We are at 6,000 feet here on the eastern edge of high country called the Mongollon Rim, and there are also the White Mountains here, which hardly count as hills compared to where we were yesterday and the day before.

We passed through the Apache-Singreave National Forest, where there are cedar trees as far as the eye can see, It reminds me very much of the Hill country of TX, same trees, same bony land, same rolling hills with occasional peaks of rocky outcroppings. Up higher where we are now, the ponderosa pines are dominant.

The Rim is an escarpment defining the southwestern edge of the Colorado Plateau, and along its central and most spectacular portions is characterized by high limestone and sandstone cliffs. It was formed by erosion and faulting, and dramatic canyons have been cut into it, including Fossil Creek Canyon, and Pine Canyon. The name Mogollon comes from Don Juan Ignacio Flores Mogollón, Spanish Governor of New Mexico from 1712-1715. (Wikipedia) Wickipedia give the pronunciation as something like maheyon. We didn’t stay here long enough to actually ask someone how they say it here. I suspect that pronouncing it in pure Castillian Spanish would get you a blank stare. At first glance, one is inclined to say Mongolian.

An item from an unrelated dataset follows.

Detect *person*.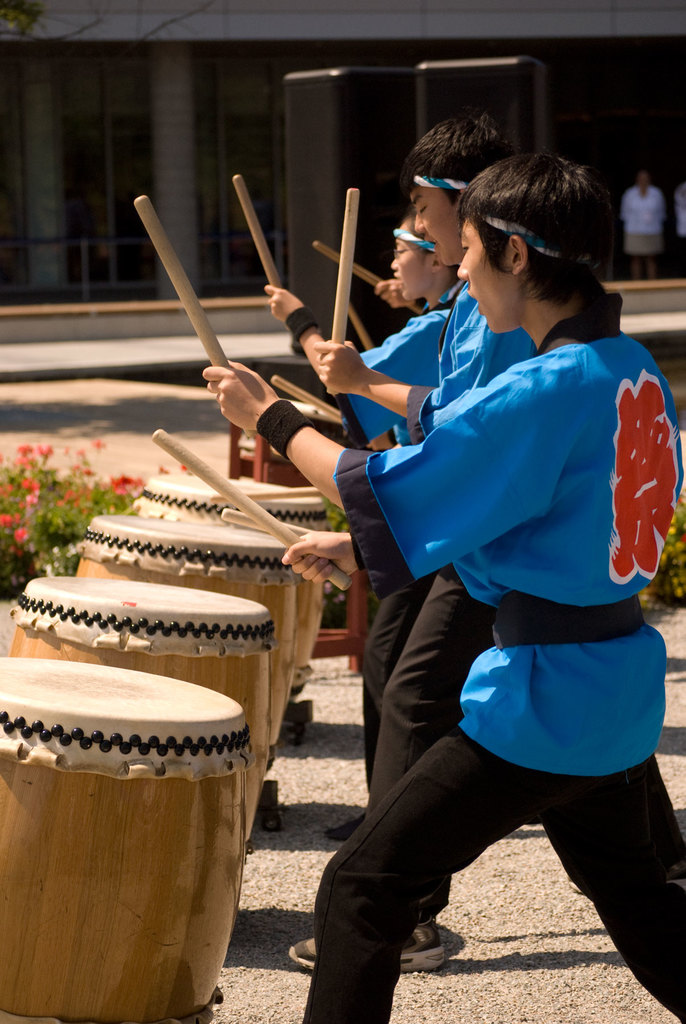
Detected at (left=265, top=212, right=461, bottom=844).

And of course, the town of Show Low requires and explanation as to its name.
According to 2005 Census Bureau estimates, the population of the town is 10,000 with 25% of them having Mormon heritage, which doesn’t exactly square with the origin of the name: ( again from Wikipedia):

According to the legend, the city was named after a marathon poker match, where the stakes were a 100,000 acre (400 km²) ranch. After no one seemed to get the upper hand, one player decided to end the contest by declaring to the other, "show low and you win". The other player produced a deuce of clubs (the lowest possible card) and won the ranch. Show Low's main street is named "Deuce of Clubs" in remembrance.

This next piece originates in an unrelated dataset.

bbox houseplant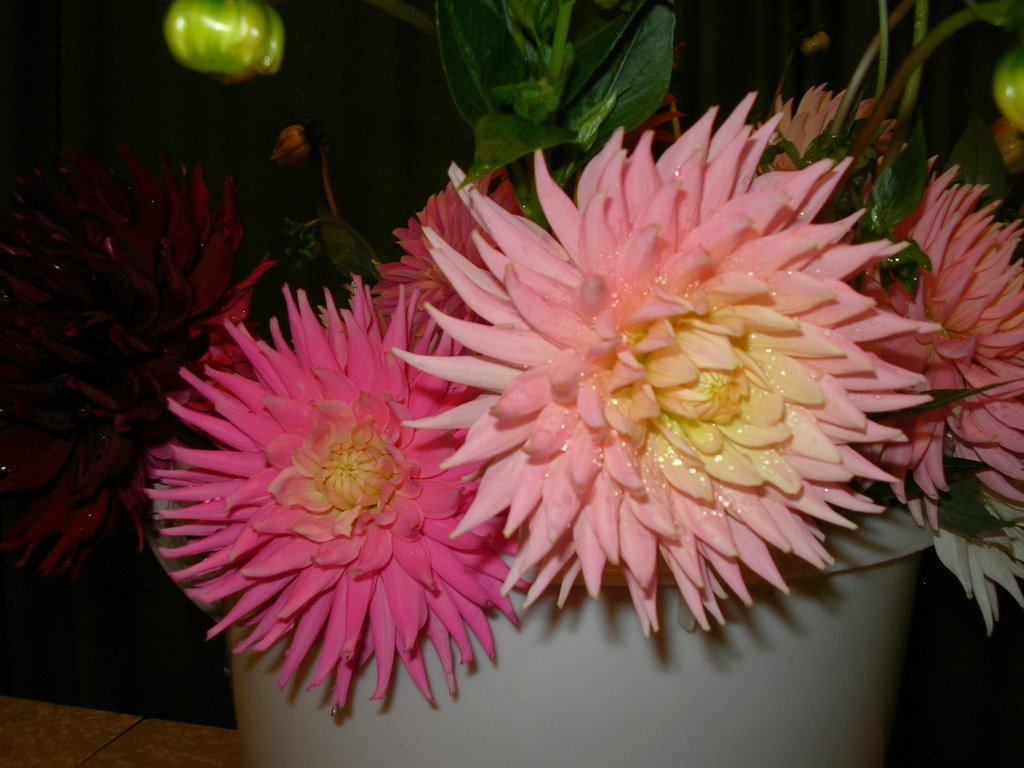
select_region(140, 88, 1023, 767)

And its best trick is being about 150 miles from Phoenix, and usually having temperatures 30 degrees cooler. We do some geocaches, walking in piney forests, and in gravely cedar groves. One cache is on the Rim, and to the west we can see rolling forested hills, while under our feet are sandstone cliffs, another cache is up a rocky hillock that could easily be in the Hill Country of TX, except that the rocks tend to be reddish. Above the town, we walk to a wetlands area created by the waste water plant that is full of ducks in the right season. The water has made it greener, but under foot are loose volcanic lava stones that make walking difficult. These are the same lava rocks that are used in gas grills, and as a landscaping stone ground cover. Funny to be walking on, and tripping over, the same rocks people spend money on in other parts of the country.

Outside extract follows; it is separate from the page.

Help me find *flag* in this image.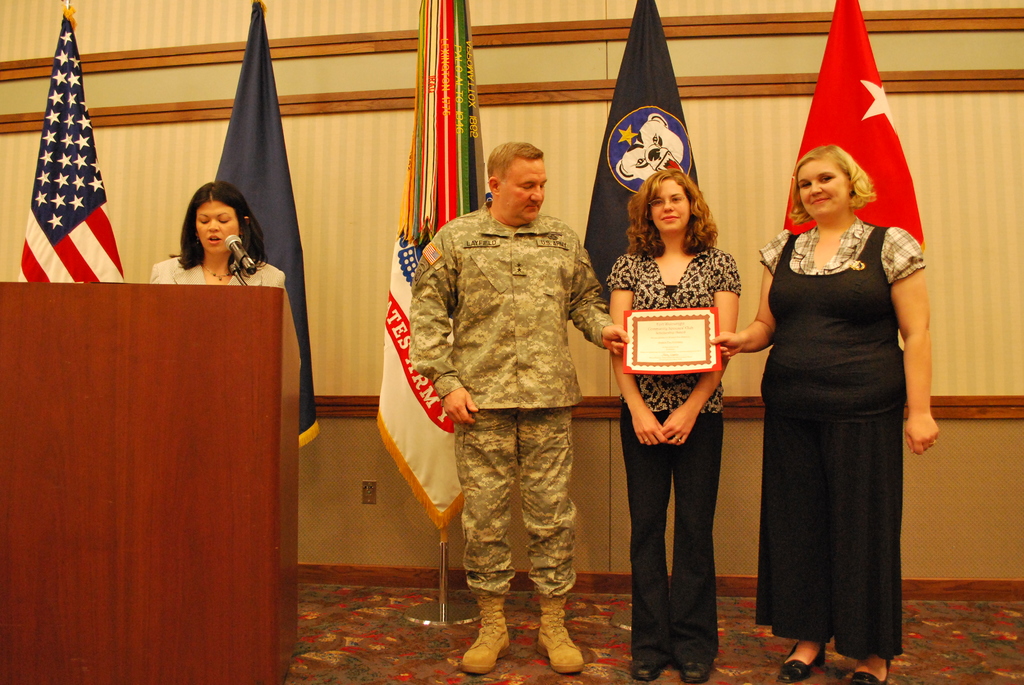
Found it: bbox(192, 0, 323, 448).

There are elk tracks and poop among the rocks, and every now and then a pick up will have skinny elk legs sticking up out of the bed. The mountain highways are full of elk warning signs, a better picture on them than the more familiar deer signs. Hitting a deer is bad enough, but elk are pretty big, probably big enough to cause a fatal accident like the deadly moose further north. We saw two dead ones by the side of the road, so the warnings are for real.